Références bibliographiques
Daout, S., Doin, M. P., Peltzer, G., Socquet, A., & Lasserre, C. (2017). Large-scale InSAR monitoring of permafrost freeze-thaw cycles on the Tibetan Plateau. Geophysical Research Letters, 44(2), 901-909.
Daout, S., Dini, B., Haeberli, W., Doin, M. P., & Parsons, B. (2020). Ice loss in the Northeastern Tibetan Plateau permafrost as seen by 16 yr of ESA SAR missions. Earth and Planetary Science Letters, 545, 116404.
Details on the thesis supervision
Simon Daout (Maître de conférences CRPG-ENSG _ SIRENA n°104336)

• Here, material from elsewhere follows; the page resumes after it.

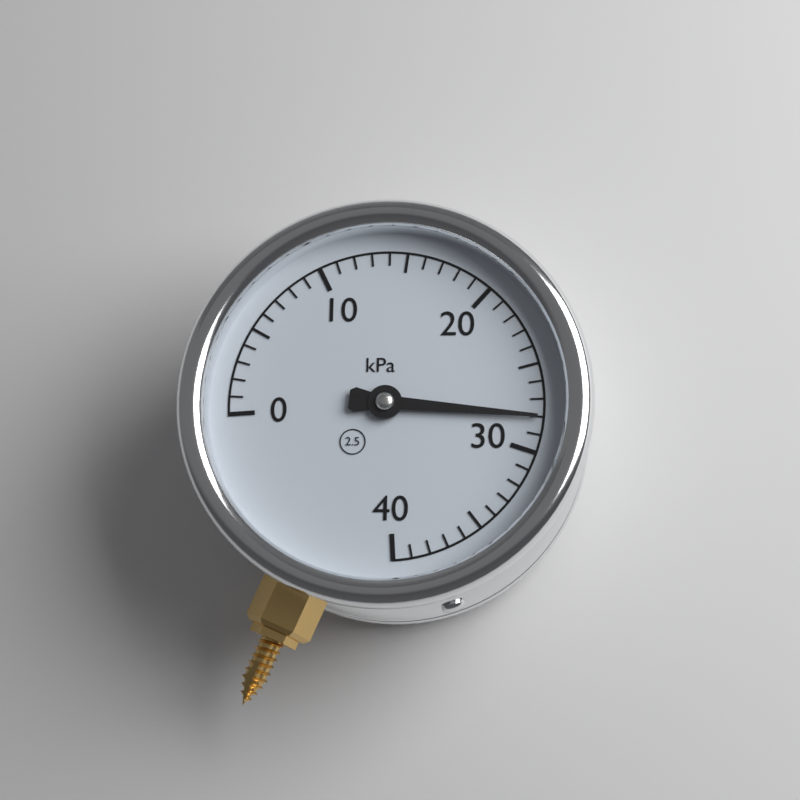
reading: 28 kPa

Profile and skills required
Candidate should hold a Master degree in Earth Sciences or equivalent. A significant part of the thesis work involve numerical computing using programming, signal processing (image processing, time series analysis) modelling and inversion. Consequently the candidate should demonstrate some skills and/or interest related to those fields. Any of the following points are welcome (but not mandatory): programming skills in Python or Fortran; experience in GPS or InSAR processing; experience on GIS; background in space geodesy, remote-sensing, or geomorphology. Good knowledge of the written and spoken English language is also expected.